Microsoft had a big share of the market, yes, but it has been eclipsed by rivals like Android, iOS, and Linux. Today, Windows machines only account for 14 per cent of new devices sold annually.
Google is today’s Microsoft. Once again, the European Commission regulators who have fined Google €2.4bn say that software bundling takes advantage of a software “monopoly”. By putting results from Google Shopping (Google’s price comparison tool) at the top of searches for consumer products, they claim that Google is basically a monopolist that can force its other products on users.
Set aside that Google Shopping is useful to people who wouldn’t think to use a price comparison site otherwise. Ignore the fact that Google’s real rival in online shopping is Amazon, which is actually a much bigger player in that space.
The Commission’s biggest mistake here is to think that competition cannot take place between platforms, so it must be forced within them. Having a large market share does not mean you necessarily are a monopolist. In the absence of physical or legal barriers to entry that keep out other rivals, having a huge market share could just be because you have the best product – for now.
If Google is only dominant because it has the best product, anything it does that hurts its users will strengthen its competitors. If prioritising Google Shopping really is bad for users, then rivals that do it differently will have something extra in their favour. Indeed, Microsoft’s Bing has explicitly advertised on the basis of its shopping search being better. Apple, Amazon and Facebook have all beaten Google in other areas. If any could come up with a search engine that gave better results than Google’s does, users would switch in droves.
Competition between search platforms is much more important than competition within them. It wouldn’t matter if an Apple Search engine gave special priority to Apple products if, overall, it was a better product and users could switch to it. As long as competition between products exists, the product itself can be extremely tightly integrated. Proof of this is the success of the iPhone, where Apple is often extremely strict about forcing users to use its own apps, compared to Google’s relatively open and flexible Android platform.

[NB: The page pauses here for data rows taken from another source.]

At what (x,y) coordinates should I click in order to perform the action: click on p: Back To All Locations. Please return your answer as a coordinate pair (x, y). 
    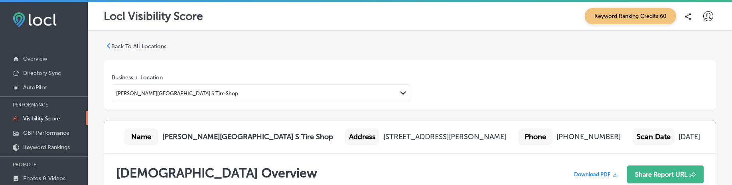
    Looking at the image, I should click on (139, 46).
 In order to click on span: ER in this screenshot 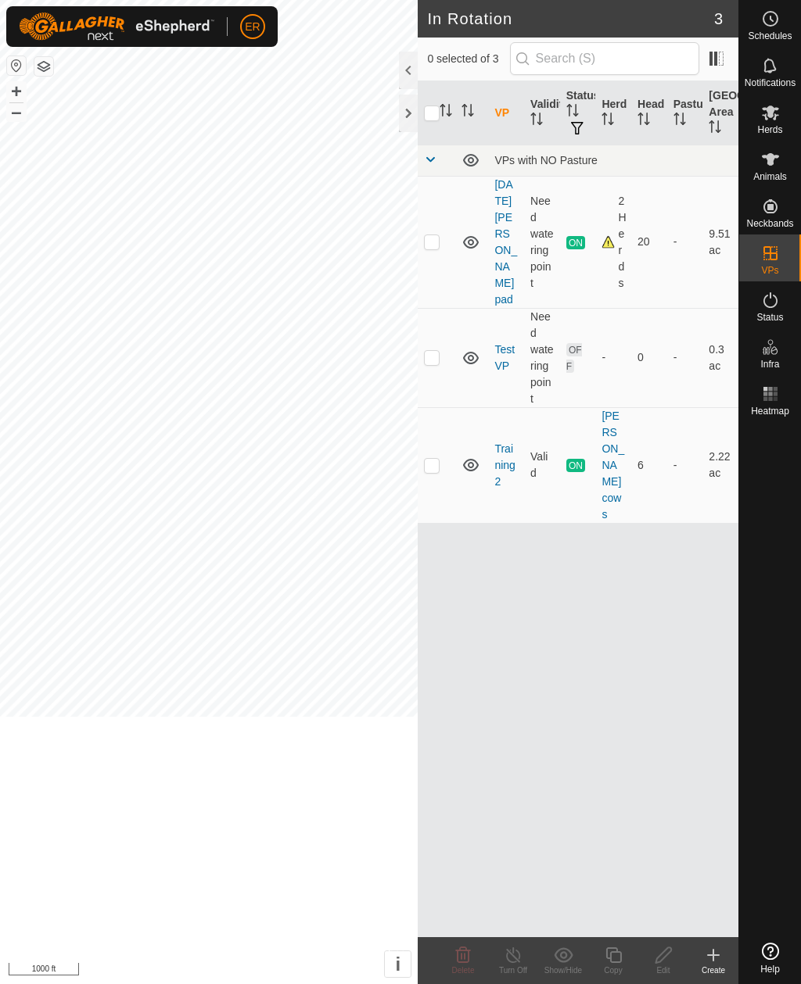, I will do `click(252, 27)`.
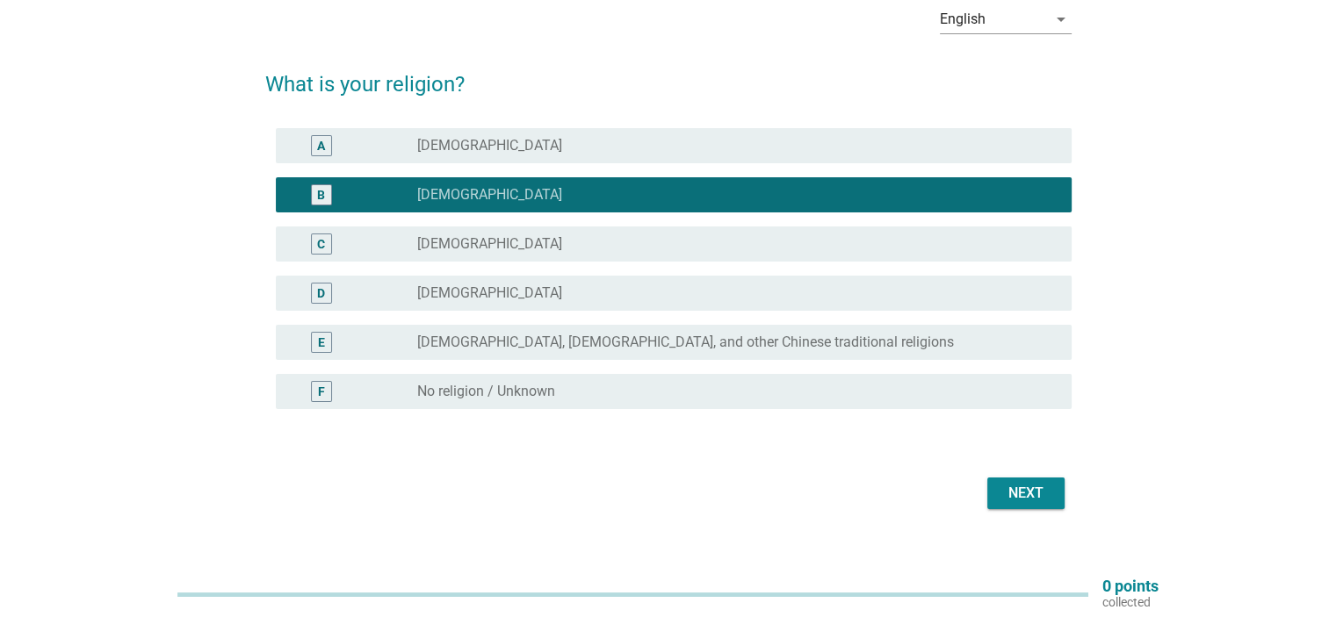  I want to click on p: collected, so click(1130, 602).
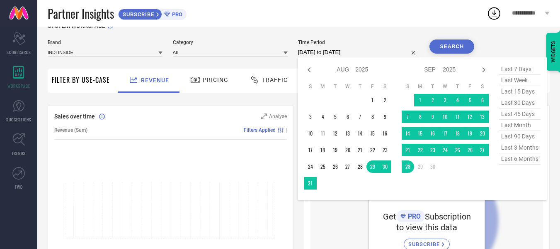  I want to click on td: Tue Aug 12 2025, so click(336, 133).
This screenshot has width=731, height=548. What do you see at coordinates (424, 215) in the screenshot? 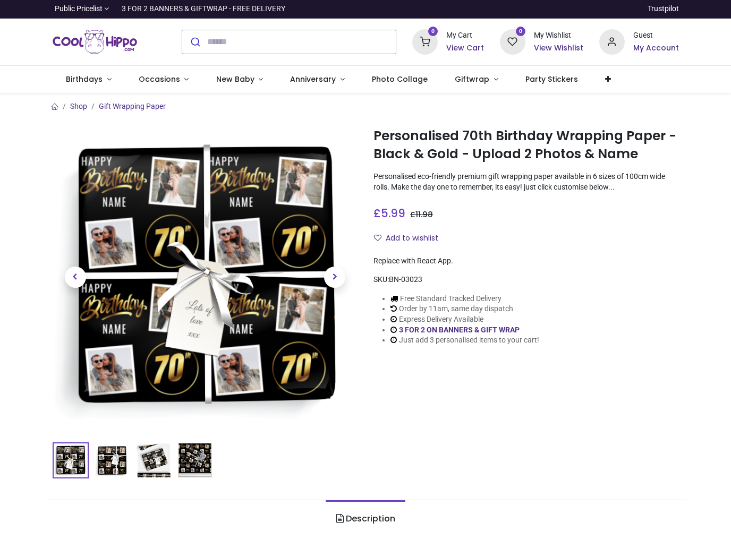
I see `span: 11.98` at bounding box center [424, 215].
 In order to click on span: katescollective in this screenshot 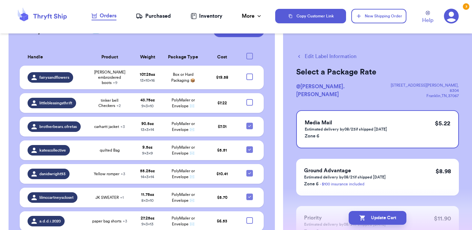, I will do `click(53, 150)`.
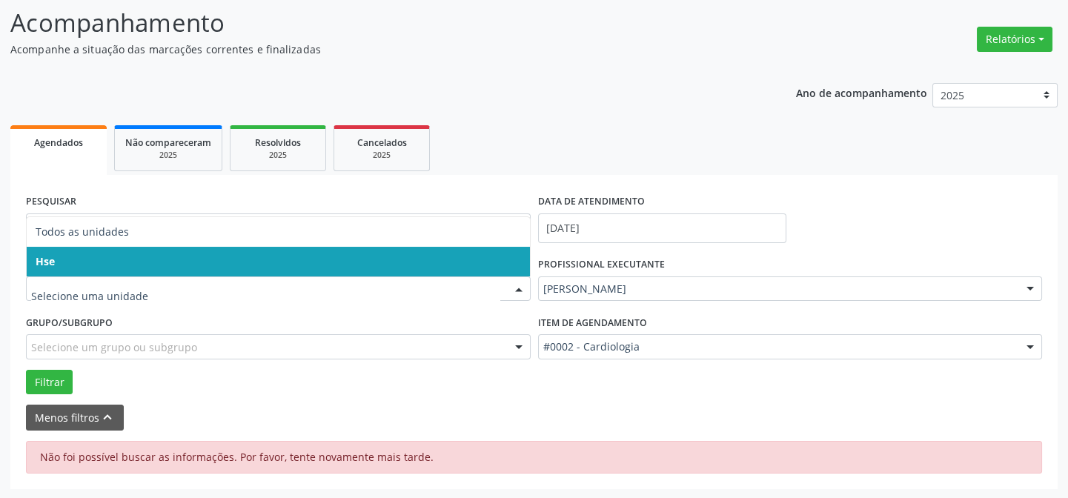  I want to click on span: Hse, so click(45, 261).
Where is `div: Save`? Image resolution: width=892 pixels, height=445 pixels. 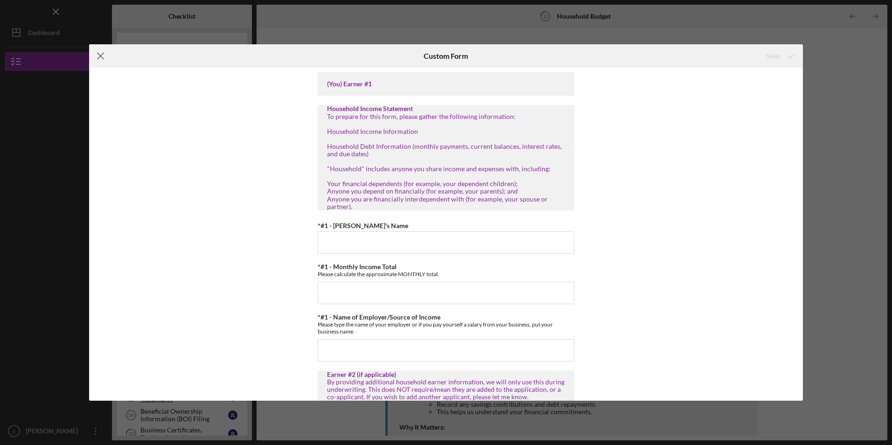
div: Save is located at coordinates (773, 56).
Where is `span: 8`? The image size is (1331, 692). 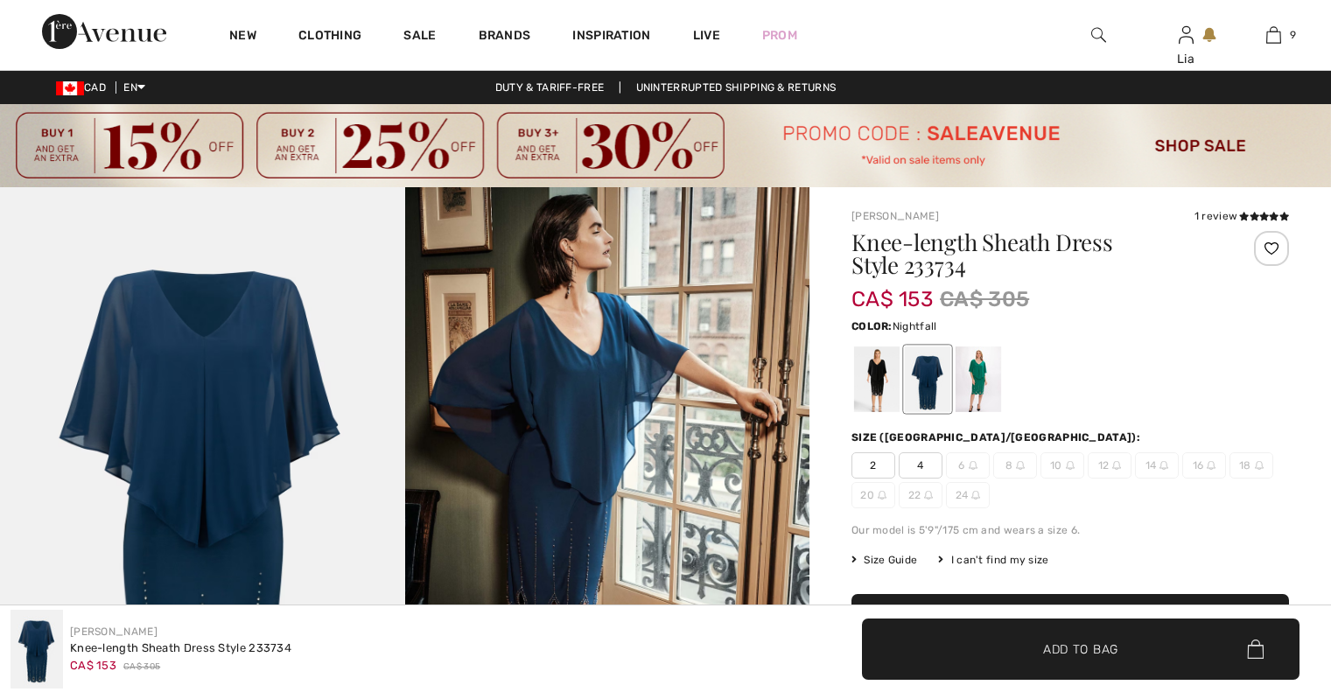
span: 8 is located at coordinates (1015, 466).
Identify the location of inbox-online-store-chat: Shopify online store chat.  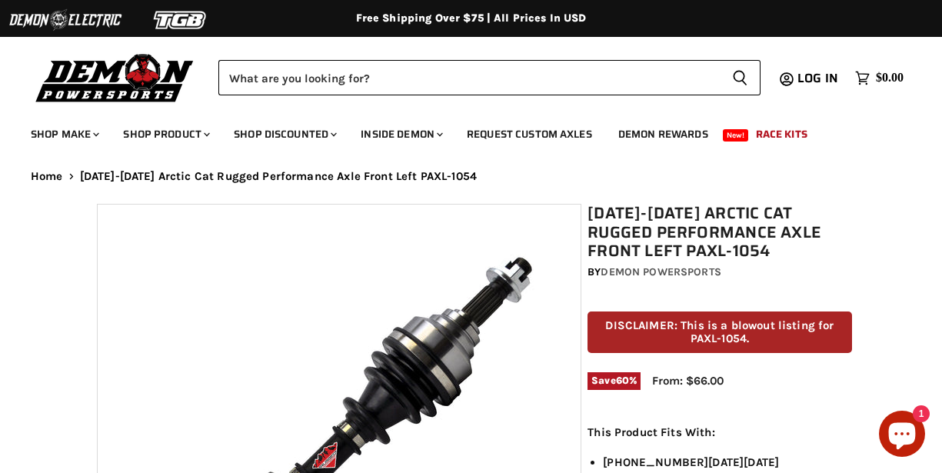
(902, 435).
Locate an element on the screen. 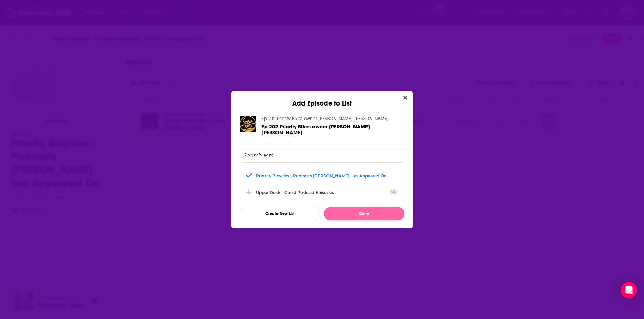 This screenshot has height=319, width=644. button: Close is located at coordinates (405, 98).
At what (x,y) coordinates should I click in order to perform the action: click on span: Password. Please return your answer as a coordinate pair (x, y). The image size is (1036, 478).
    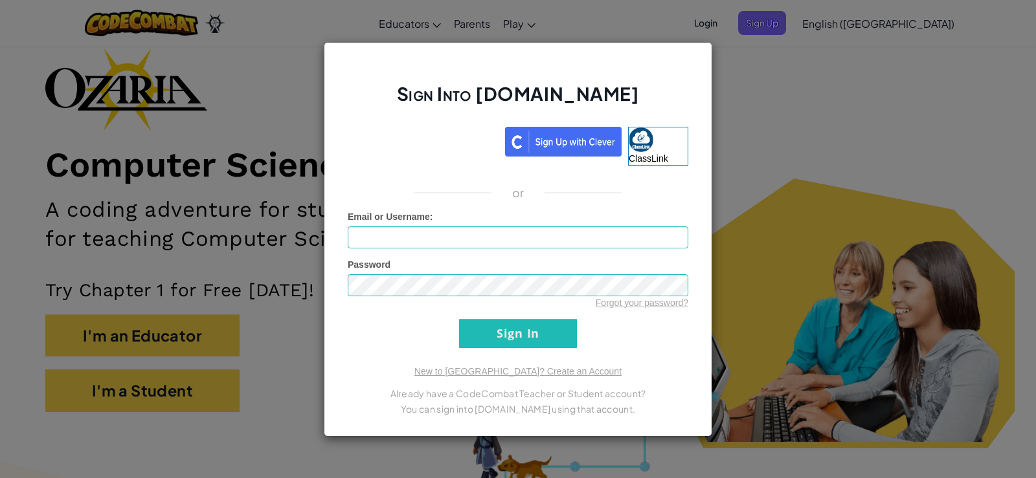
    Looking at the image, I should click on (369, 265).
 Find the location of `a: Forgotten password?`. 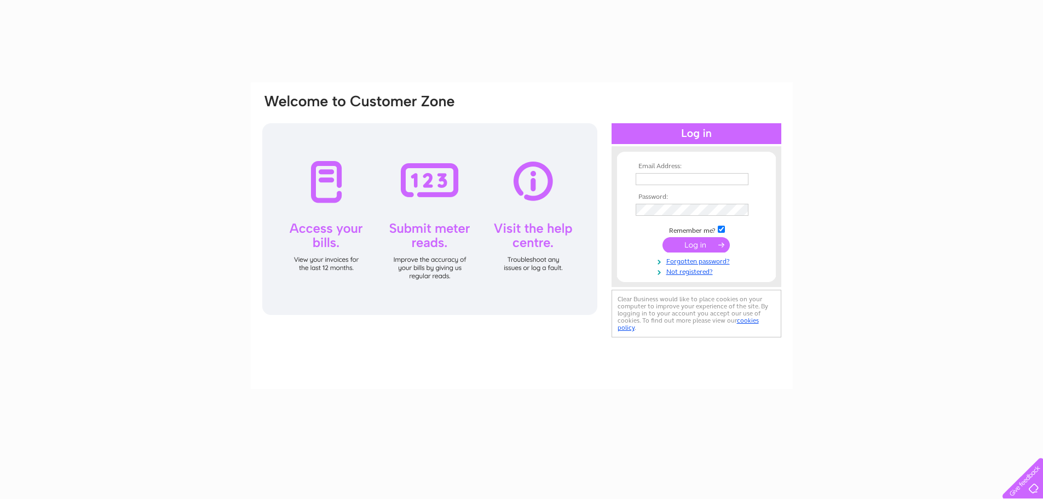

a: Forgotten password? is located at coordinates (698, 260).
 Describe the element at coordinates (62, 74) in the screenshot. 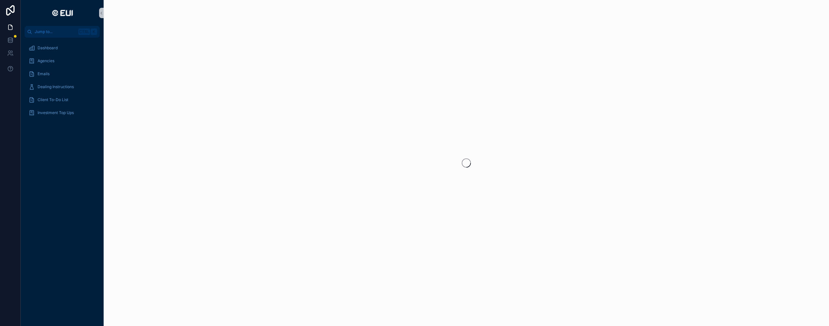

I see `a: Emails` at that location.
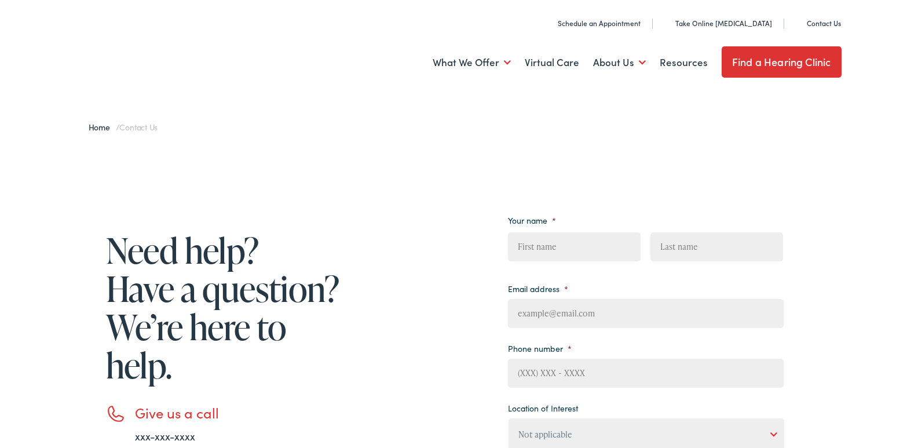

This integration is what funds the other products we use for free, like Google Search and Android. If Google makes money from Shopping, but gets you there from Search, it has revenue and incentive to improve the latter – which is good for lots of things apart from finding new pairs of shoes to buy, and useful for users overall. Android makes no money at all, but because it gets users to use Google’s other products that do make money, the company invests heavily in it.
The Commission will kill the model if it’s not careful, at least in Europe.
Some have said that the European Commission only ever seems to punish American tech firms, not European ones. The reason is simple. Because of rulings like this, there are no European tech giants to regulate in the first place.